Crusade and Jihad by Malcolm Lambert
Profile Books, £20
“The past exerts its sway both to bane and to benefit,” says Malcolm Lambert half-way through his new study of religious war and, in particular, the entwined notions of crusade and jihad. Both terms are common currency these days, as likely to be heard from the mouths of presidents as from news reporters or terrorists. Lambert, author of Medieval Heresy, has bravely tried to disentangle these concepts from the warp and weft of the past.
The book is structured in three parts. The first details the history of Islam and Christianity leading up to the First Crusade. The second, and longest, section is a new account of the Crusades themselves, focusing on both Christian and Arab points of view. Finally, Lambert looks at modern iterations of crusade and jihad and how relevant they are to the modern world narrative.
The early history of Islam is both fascinating and incredibly complex. Lambert guides us through the revelations of Mohammed, his war with polytheistic Mecca and, more importantly, the bloody succession battle which resulted in the Shia-Sunni split.
Islam was a tidal wave sweeping across the Middle East in the 7th century, its armies conquering huge swathes of land, including Jerusalem (AD 638) which had only recently been taken back by the Byzantine empire from the Persians. Lambert is great at tracing the rise of Islam – the deadly internal disputes, civil wars and rampant fratricides.
The fierce Fatimid caliph al-Hakim destroyed Constantine’s original Holy Sepulchre basilica in 1009 and Pope Sergius IV immediately issued an encyclical calling on Christians to restore the church. Unfortunately, no one responded. Europe was then embroiled in myriad petty wars and territorial disputes and had no time for foreign excursions.
Almost a century later, however, it was a different matter. When Pope Urban II launched the First Crusade in 1095, Europe had changed and, after the Council of Clermont, the enticement of total remission of sin made the notion of crusading extremely popular.
There have been many narrative histories of the Crusades and Lambert does a good job of condensing this intricate subject. After the appalling behaviour of the People’s Crusade, which slaughtered most of the Rhineland’s Jews, the First Crusade was unexpectedly triumphant, capturing Jerusalem in 1099. The Crusader kingdoms that emerged in the aftermath play out like an episode of Game of Thrones, replete with petty bickering, wanton slaughter and snaky allegiances.
Lambert overturns the common belief that these kingdoms were weak and destined to failure. He suggests it was the constant lack of male heirs that ultimately doomed them. But they also finally faced a superior foe in Salah al-Din (Saladin), a Kurd who united the disparate Islamic factions and retook Jerusalem in 1187. The rest of the Crusader kingdoms fell shortly thereafter.
Lambert’s final section details the history of Christian-Muslim recourse to holy war in the centuries since. President George W Bush’s declaration of a “crusade” against terror turned the word into political ammunition, with many Muslims now seeing any Western intervention as a repeat of the Crusades. Lambert is right to urge caution in using words that are attached to a specific historical context to explain a modern one. The setting of medieval Europe/Arabia is an entirely different one to the political realities of the early 21st century and, as Lambert warns us, the use of these terms is both misleading and dangerous. Tackling a complex subject, Lambert has produced a dense, thought-provoking and extremely readable book.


◆ Exercise objective
Reproduce the records exactly. Leave the pictures out.

↓

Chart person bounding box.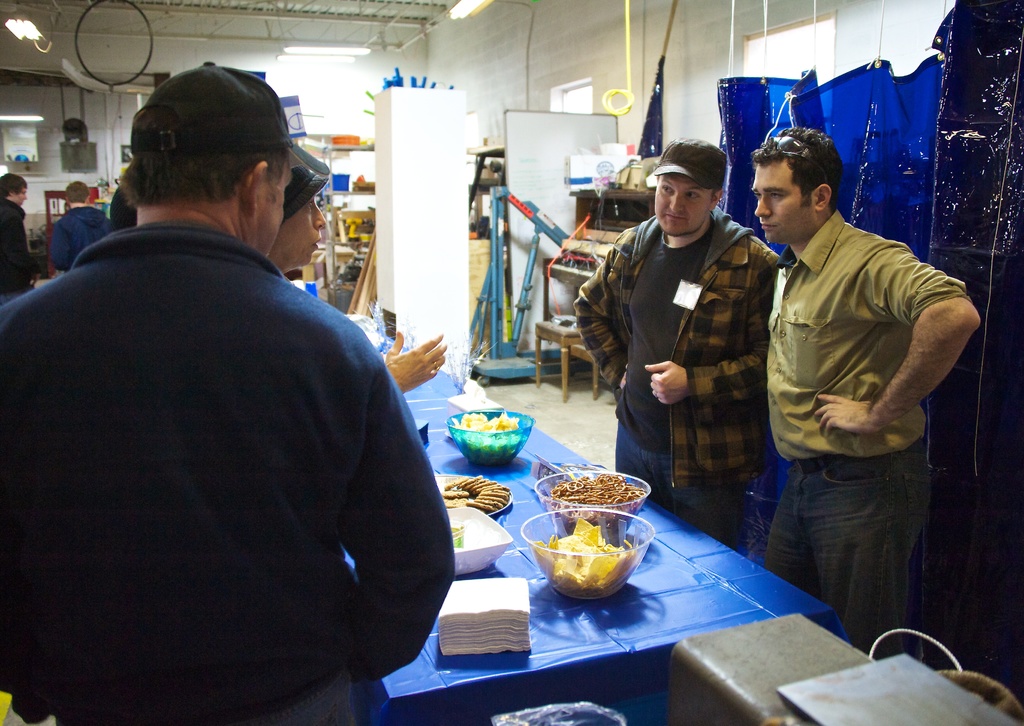
Charted: {"x1": 0, "y1": 169, "x2": 44, "y2": 291}.
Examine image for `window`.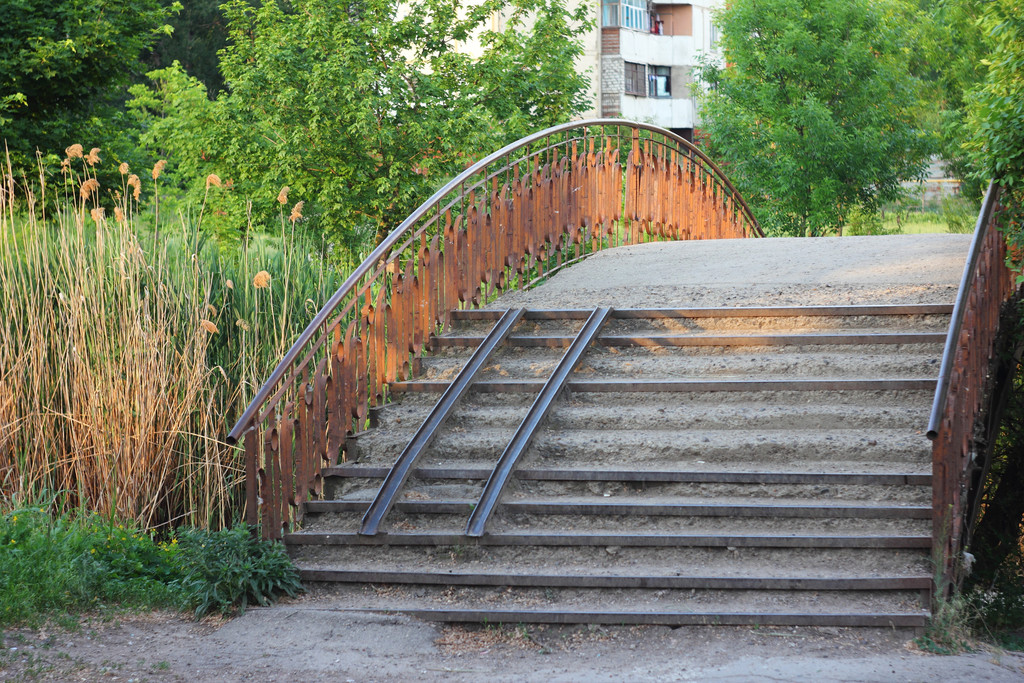
Examination result: region(621, 61, 648, 95).
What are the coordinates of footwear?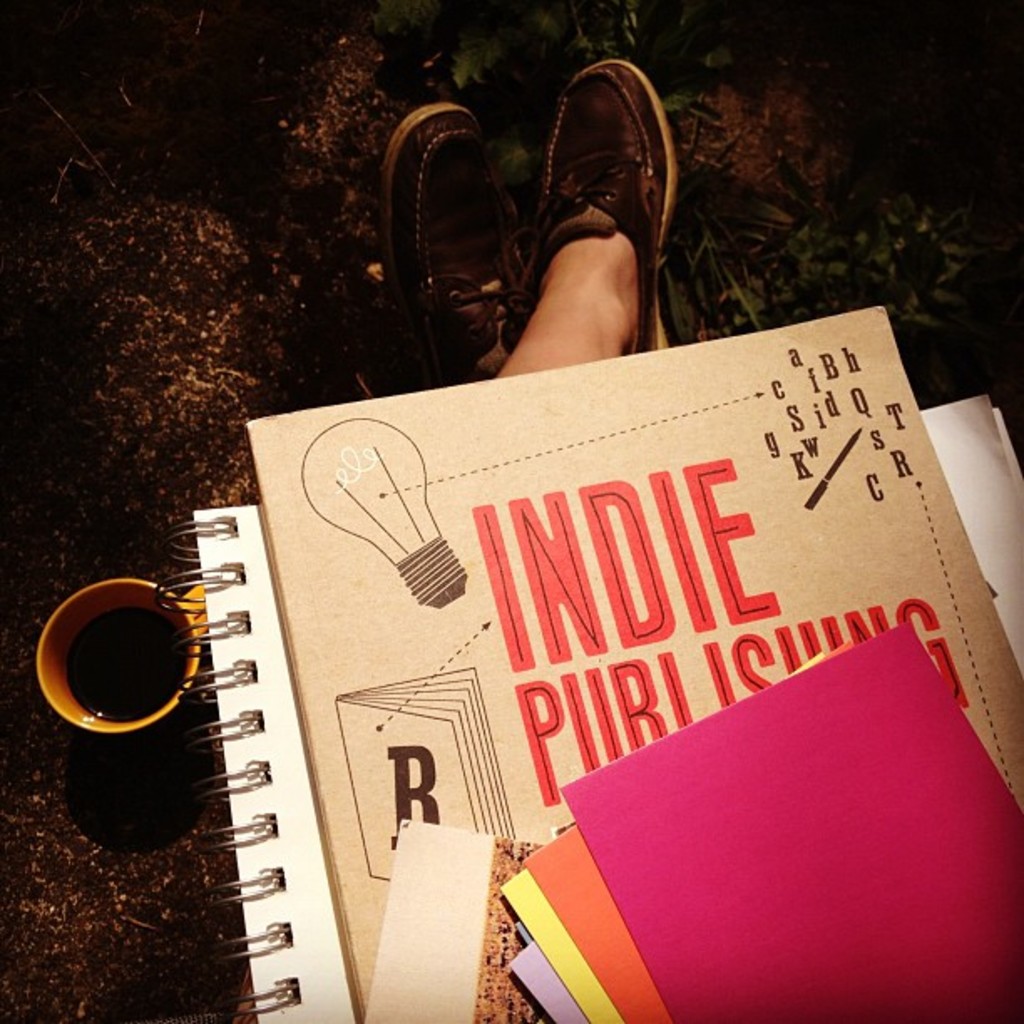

↑

◆ The answer
Chart person bounding box.
Charted: {"x1": 0, "y1": 169, "x2": 44, "y2": 291}.
Examine image for `window`.
Examination result: region(621, 61, 648, 95).
What are the coordinates of footwear?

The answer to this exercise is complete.